World War Fee Meta’s AI ambitions are going to cost more than expected thanks to increased competition and — who could have seen this coming? — the Trump administration’s obsession with tariffs, which is driving up the price tag of key components.
This revelation came amid Zuckercorp’s Q1 earnings call this week when CFO Susan Li warned investors its infrastructure investments could end up costing Meta as much as $72 billion in 2025.
“We anticipate our full year 2025 capital expenditures, including principal payments on finance leases, will be in the range of $64 billion to $72 billion,” she said on Wednesday’s call. In January, the Llama model maker had pegged them at $60 billion to $65 billion. That’s a potential $7 billion jump, when comparing the top ranges.
“The higher cost we expect to incur for infrastructure hardware this year really comes from suppliers who source from countries around the world,” Li told analysts. “There’s just a lot of uncertainty around this given the ongoing trade discussions.” Meta, she added, is working to diversify its supply chains to mitigate some of these costs.
But it’s not just the tariffs. Li’s statements seem to indicate that the company formerly known as Facebook isn’t just paying more for components tied to its AI datacenters, but is deploying more of them.
“This updated outlook reflects additional datacenter investments to support our AI efforts as well as an increase in the expected cost of infrastructure hardware. The majority of our CapEx in 2025 will continue to be directed to our core business,” she said.
The Register reached out to Meta for clarification on its AI spending costs this year; we’ll let you know if we hear anything back.
Meta has previously committed to bringing roughly a gigawatt of new compute capacity and expects to have more than 1.3 million GPUs training and serving models by the end of the year.
If Meta is in fact looking to deploy even more compute this year, increased competition in the open model arena is no doubt weighing on the decision.
Not long ago, Meta held a nearly uncontested position, producing some of the most advanced open-weight models on the market. However, over the past year, Meta has faced a new wave of competition from rival model builders, most notably in China and Europe. And with OpenAI’s Sam Altman promising on X to release open-weight models as well, Zuck and Co could face even more competition before long.
Despite this, Meta continues to push its AI strategy forward, launching new models with built-in safety features, a standalone Meta AI app to compete with those from OpenAI and Anthropic, and a new API service running at least in some capacity on Groq and Cerebras accelerators.
Zuckerberg also hopes to pull ahead by letting AI build better AI, boasting that within 18 months the majority of the code for its Llama project will be written by other LLMs.
Meanwhile, work to bring additional capacity online is already underway. Back in December, Meta began construction of a 2.2-gigawatt AI supercomputing cluster in Richland Parish, Louisiana. The facility, Zuckerberg boasted at the time, is so large that it would cover a significant portion of Manhattan Island. It’ll take about five years to complete.
As we reported earlier this week, Meta may attempt to soften the blow of these costs by de-prioritizing its Reality Labs division, which continues to weigh heavily on its profits. Over the past five years, the division has bled more than $60 billion. ®
PS: The Lmarena benchmark has come under fire for allowing Big Tech, including Meta and Google, to test private variants of models before making results public. The project defended its policies here.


**YOUR INSTRUCTIONS**
Only one stretch of the data should be retyped: the lines from the line containing "Image is 644x339 pixels." through the line containing "Image is 979x560 pixels.". Keep pictures out of it.

Dataset items:
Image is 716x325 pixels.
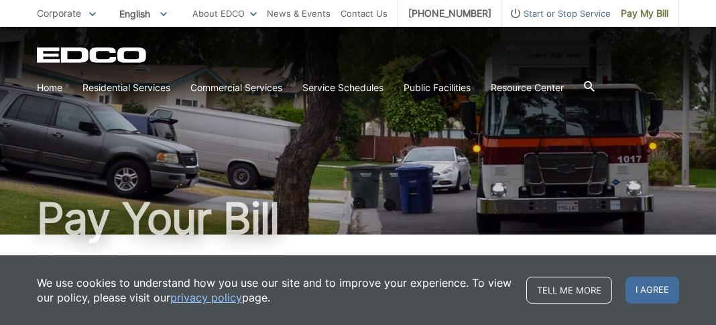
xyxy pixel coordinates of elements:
[82,80,170,95] a: Residential Services
[403,80,470,95] a: Public Facilities
[491,80,564,95] a: Resource Center
[37,47,148,63] a: EDCD logo. Return to the homepage.
[37,80,62,95] a: Home
[526,277,612,304] a: Tell me more
[170,290,242,305] a: privacy policy
[37,275,513,305] p: We use cookies to understand how you use our site and to improve your experience. To view our pol...
[109,3,177,25] span: English
[267,6,330,21] a: News & Events
[621,6,668,21] span: Pay My Bill
[302,80,383,95] a: Service Schedules
[192,6,257,21] a: About EDCO
[340,6,387,21] a: Contact Us
[37,7,81,19] span: Corporate
[625,277,679,304] span: I agree
[190,80,282,95] a: Commercial Services
[37,197,679,240] h1: Pay Your Bill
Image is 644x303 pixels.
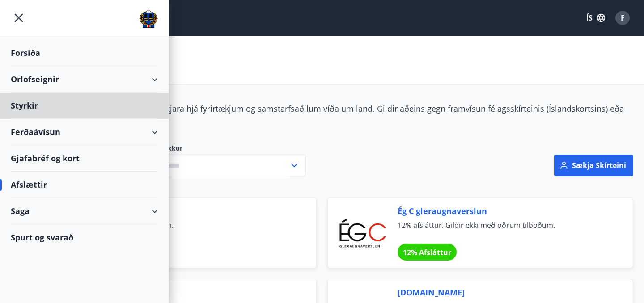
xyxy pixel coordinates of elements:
div: Styrkir [11,93,158,119]
button: menu [11,10,27,26]
span: 12% Afsláttur [403,248,451,257]
span: [DOMAIN_NAME] [81,286,294,298]
div: Spurt og svarað [11,225,158,250]
div: Saga [11,198,158,225]
span: [DOMAIN_NAME] [397,286,611,298]
span: Félagsmenn njóta veglegra tilboða og sérkjara hjá fyrirtækjum og samstarfsaðilum víða um land. Gi... [11,104,624,125]
div: Ferðaávísun [11,119,158,145]
button: Sækja skírteini [554,154,633,176]
div: Forsíða [11,40,158,66]
button: F [612,7,633,28]
button: ÍS [581,10,610,26]
div: Orlofseignir [11,66,158,93]
span: Ég C gleraugnaverslun [397,205,611,217]
label: Flokkur [158,144,306,153]
img: union_logo [139,10,158,28]
div: Afslættir [11,172,158,198]
span: 10% afsláttur af gleraugum. [81,220,294,240]
div: Gjafabréf og kort [11,145,158,172]
span: 12% afsláttur. Gildir ekki með öðrum tilboðum. [397,220,611,240]
span: Gleraugna Gallerí [81,205,294,217]
span: F [620,13,625,23]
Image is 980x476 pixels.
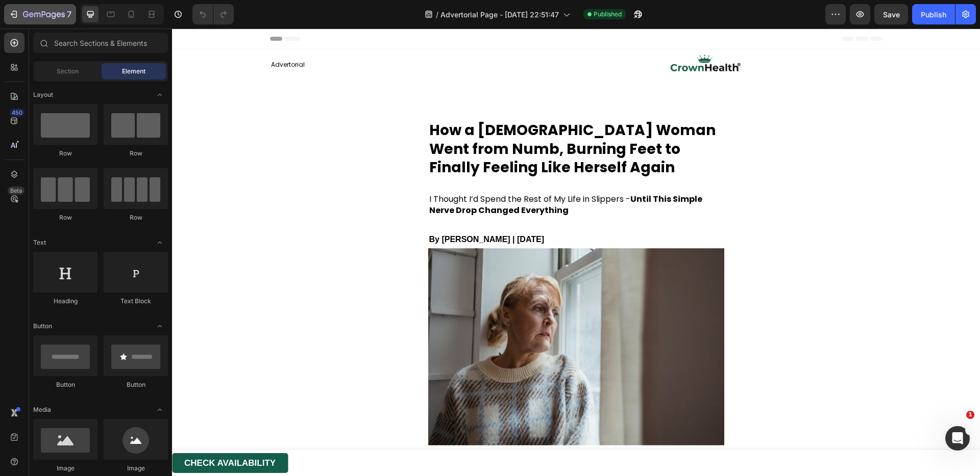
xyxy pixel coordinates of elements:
[103,149,168,158] div: Row
[4,4,76,24] button: 7
[10,108,24,117] div: 450
[441,9,559,20] span: Advertorial Page - [DATE] 22:51:47
[151,86,168,103] span: Toggle open
[256,220,552,417] img: gempages_528289855323505790-8c2f3fa4-b550-4781-aa53-72d1d878b2d1.png
[103,213,168,222] div: Row
[33,406,51,415] span: Media
[57,67,78,76] span: Section
[33,297,98,306] div: Heading
[920,9,946,20] div: Publish
[151,402,168,418] span: Toggle open
[257,165,530,187] strong: Until This Simple Nerve Drop Changed Everything
[172,28,980,476] iframe: Design area
[103,297,168,306] div: Text Block
[33,213,98,222] div: Row
[33,381,98,390] div: Button
[883,11,900,19] span: Save
[33,238,46,247] span: Text
[33,464,98,474] div: Image
[151,318,168,335] span: Toggle open
[257,207,373,215] span: By [PERSON_NAME] | [DATE]
[257,165,530,187] span: I Thought I’d Spend the Rest of My Life in Slippers -
[103,381,168,390] div: Button
[966,411,974,419] span: 1
[874,4,908,24] button: Save
[122,67,146,76] span: Element
[67,8,71,20] p: 7
[593,10,622,19] span: Published
[436,9,438,20] span: /
[912,4,955,24] button: Publish
[192,4,234,24] div: Undo/Redo
[151,234,168,251] span: Toggle open
[257,92,543,149] strong: How a [DEMOGRAPHIC_DATA] Woman Went from Numb, Burning Feet to Finally Feeling Like Herself Again
[945,427,969,451] iframe: Intercom live chat
[7,187,24,195] div: Beta
[33,32,168,53] input: Search Sections & Elements
[33,91,53,99] span: Layout
[103,464,168,474] div: Image
[33,149,98,158] div: Row
[33,322,52,331] span: Button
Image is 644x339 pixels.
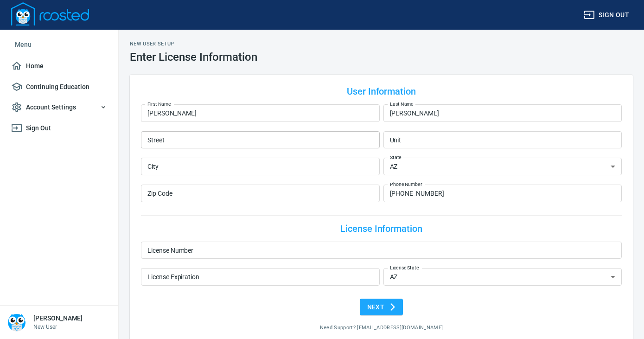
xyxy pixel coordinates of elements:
[7,118,111,139] a: Sign Out
[7,97,111,118] button: Account Settings
[320,325,444,331] span: Need Support? [EMAIL_ADDRESS][DOMAIN_NAME]
[11,60,107,72] span: Home
[11,3,89,25] img: Logo
[130,51,633,64] h1: Enter License Information
[11,81,107,93] span: Continuing Education
[7,56,111,76] a: Home
[580,6,633,23] button: Sign out
[7,76,111,97] a: Continuing Education
[11,102,107,113] span: Account Settings
[7,33,111,56] li: Menu
[141,86,622,97] h4: User Information
[11,123,107,134] span: Sign Out
[130,41,633,47] h2: New User Setup
[584,9,630,21] span: Sign out
[367,301,396,313] span: Next
[360,299,403,316] button: Next
[7,313,26,331] img: Person
[605,297,638,332] iframe: Chat
[33,314,82,323] h6: [PERSON_NAME]
[33,323,82,331] p: New User
[141,223,622,234] h4: License Information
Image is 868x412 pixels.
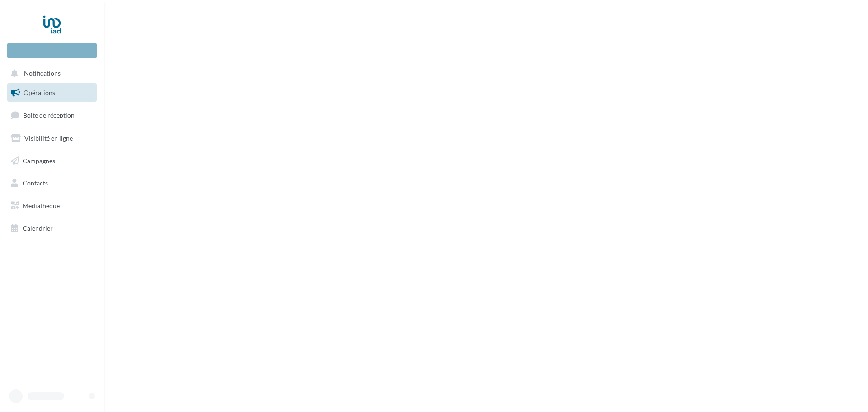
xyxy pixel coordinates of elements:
[5,218,98,238] a: Calendrier
[23,156,55,164] span: Campagnes
[5,105,98,125] a: Boîte de réception
[5,197,98,215] a: Médiathèque
[23,88,55,96] span: Opérations
[24,70,60,77] span: Notifications
[5,129,98,148] a: Visibilité en ligne
[23,179,48,187] span: Contacts
[5,83,98,102] a: Opérations
[23,202,60,209] span: Médiathèque
[5,174,98,193] a: Contacts
[24,135,73,142] span: Visibilité en ligne
[23,225,53,232] span: Calendrier
[8,43,97,58] div: Nouvelle campagne
[5,151,98,170] a: Campagnes
[23,111,75,119] span: Boîte de réception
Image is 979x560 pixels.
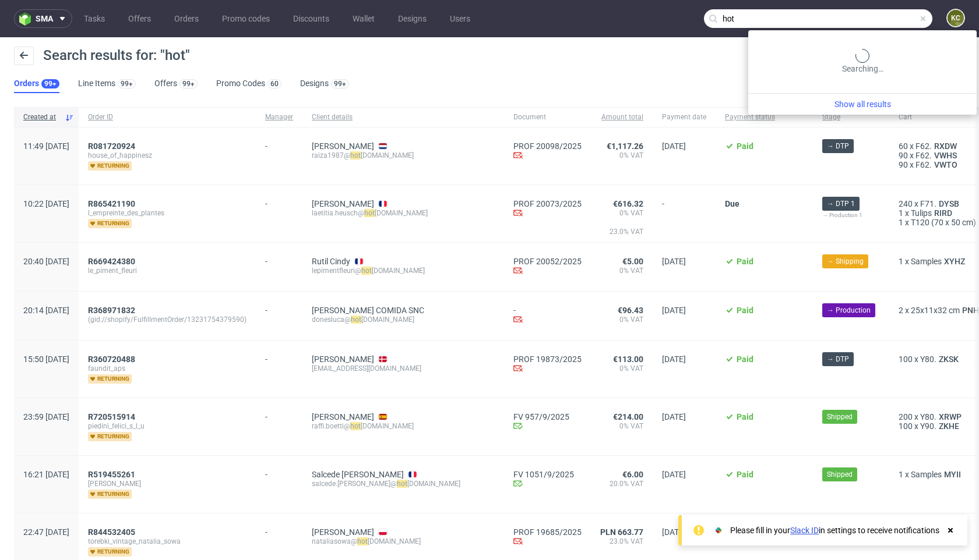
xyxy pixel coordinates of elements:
[513,113,582,122] span: Document
[265,252,293,266] div: -
[932,208,954,218] a: RIRD
[88,199,138,208] a: R865421190
[915,151,932,160] span: F62.
[265,113,293,122] span: Manager
[513,257,582,266] a: PROF 20052/2025
[600,208,643,227] span: 0% VAT
[753,49,972,74] div: Searching…
[899,470,903,479] span: 1
[88,528,138,537] a: R844532405
[88,479,246,488] span: [PERSON_NAME]
[941,470,963,479] a: MYII
[600,422,643,431] span: 0% VAT
[513,199,582,208] a: PROF 20073/2025
[155,74,197,93] a: Offers99+
[182,79,195,88] div: 99+
[312,113,495,122] span: Client details
[120,79,132,88] div: 99+
[736,470,753,479] span: Paid
[88,354,135,364] span: R360720488
[312,142,374,151] a: [PERSON_NAME]
[662,257,686,266] span: [DATE]
[600,537,643,546] span: 23.0% VAT
[88,151,246,160] span: house_of_happinesz
[88,306,138,315] a: R368971832
[827,411,853,422] span: Shipped
[77,9,112,28] a: Tasks
[899,199,912,208] span: 240
[121,9,158,28] a: Offers
[351,316,361,324] mark: hot
[662,354,686,364] span: [DATE]
[88,412,138,422] a: R720515914
[334,79,346,88] div: 99+
[790,526,818,535] a: Slack ID
[78,74,136,93] a: Line Items99+
[662,113,706,122] span: Payment date
[613,199,643,208] span: €616.32
[513,470,582,479] a: FV 1051/9/2025
[736,412,753,422] span: Paid
[36,15,53,23] span: sma
[88,306,135,315] span: R368971832
[600,113,643,122] span: Amount total
[88,547,132,557] span: returning
[920,354,936,364] span: Y80.
[265,301,293,315] div: -
[312,528,374,537] a: [PERSON_NAME]
[932,142,959,151] span: RXDW
[736,354,753,364] span: Paid
[312,257,350,266] a: Rutil Cindy
[88,354,138,364] a: R360720488
[88,528,135,537] span: R844532405
[600,364,643,373] span: 0% VAT
[312,479,495,488] div: salcede.[PERSON_NAME]@ [DOMAIN_NAME]
[361,266,372,275] mark: hot
[827,470,853,480] span: Shipped
[265,195,293,208] div: -
[920,199,936,208] span: F71.
[23,470,69,479] span: 16:21 [DATE]
[600,528,643,537] span: PLN 663.77
[23,354,69,364] span: 15:50 [DATE]
[88,375,132,383] span: returning
[936,412,964,422] a: XRWP
[216,74,281,93] a: Promo Codes60
[513,142,582,151] a: PROF 20098/2025
[600,479,643,488] span: 20.0% VAT
[936,199,961,208] a: DYSB
[350,422,361,430] mark: hot
[662,470,686,479] span: [DATE]
[88,266,246,276] span: le_piment_fleuri
[899,257,903,266] span: 1
[827,354,849,365] span: → DTP
[613,354,643,364] span: €113.00
[513,528,582,537] a: PROF 19685/2025
[899,218,903,227] span: 1
[265,137,293,151] div: -
[662,528,686,537] span: [DATE]
[396,480,407,488] mark: hot
[932,160,959,169] a: VWTO
[911,306,959,315] span: 25x11x32 cm
[712,524,724,536] img: Slack
[357,537,367,545] mark: hot
[167,9,206,28] a: Orders
[312,537,495,546] div: nataliasowa@ [DOMAIN_NAME]
[88,470,138,479] a: R519455261
[286,9,337,28] a: Discounts
[724,199,739,208] span: Due
[20,12,36,26] img: logo
[899,151,908,160] span: 90
[600,315,643,324] span: 0% VAT
[827,256,864,266] span: → Shipping
[391,9,433,28] a: Designs
[23,528,69,537] span: 22:47 [DATE]
[911,208,932,218] span: Tulips
[736,257,753,266] span: Paid
[23,306,69,315] span: 20:14 [DATE]
[899,208,903,218] span: 1
[345,9,382,28] a: Wallet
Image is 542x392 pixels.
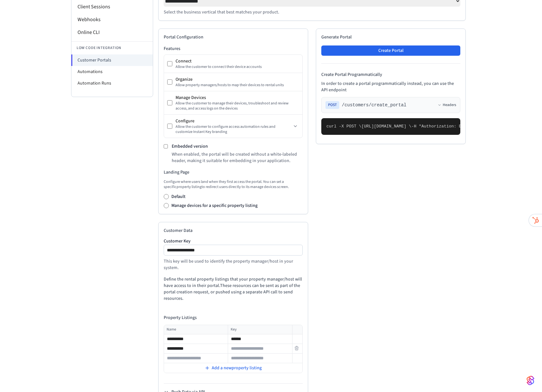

**REPLY TO THE TASK**
Image is 644x339 pixels.
xyxy pixel coordinates of elements:
[7,118,111,139] a: Sign Out
[7,97,111,118] button: Account Settings
[320,325,444,331] span: Need Support? [EMAIL_ADDRESS][DOMAIN_NAME]
[11,60,107,72] span: Home
[11,3,89,25] img: Logo
[130,51,633,64] h1: Enter License Information
[11,81,107,93] span: Continuing Education
[7,56,111,76] a: Home
[580,6,633,23] button: Sign out
[7,76,111,97] a: Continuing Education
[11,102,107,113] span: Account Settings
[7,33,111,56] li: Menu
[141,86,622,97] h4: User Information
[11,123,107,134] span: Sign Out
[130,41,633,47] h2: New User Setup
[584,9,630,21] span: Sign out
[367,301,396,313] span: Next
[360,299,403,316] button: Next
[7,313,26,331] img: Person
[605,297,638,332] iframe: Chat
[33,314,82,323] h6: [PERSON_NAME]
[33,323,82,331] p: New User
[141,223,622,234] h4: License Information
Image is 868x412 pixels.
xyxy pixel coordinates of elements:
[5,218,98,238] a: Calendrier
[23,156,55,164] span: Campagnes
[5,105,98,125] a: Boîte de réception
[5,197,98,215] a: Médiathèque
[23,88,55,96] span: Opérations
[24,70,60,77] span: Notifications
[5,129,98,148] a: Visibilité en ligne
[23,179,48,187] span: Contacts
[5,83,98,102] a: Opérations
[23,202,60,209] span: Médiathèque
[5,174,98,193] a: Contacts
[24,135,73,142] span: Visibilité en ligne
[23,225,53,232] span: Calendrier
[8,43,97,58] div: Nouvelle campagne
[5,151,98,170] a: Campagnes
[23,111,75,119] span: Boîte de réception
Image is 979x560 pixels.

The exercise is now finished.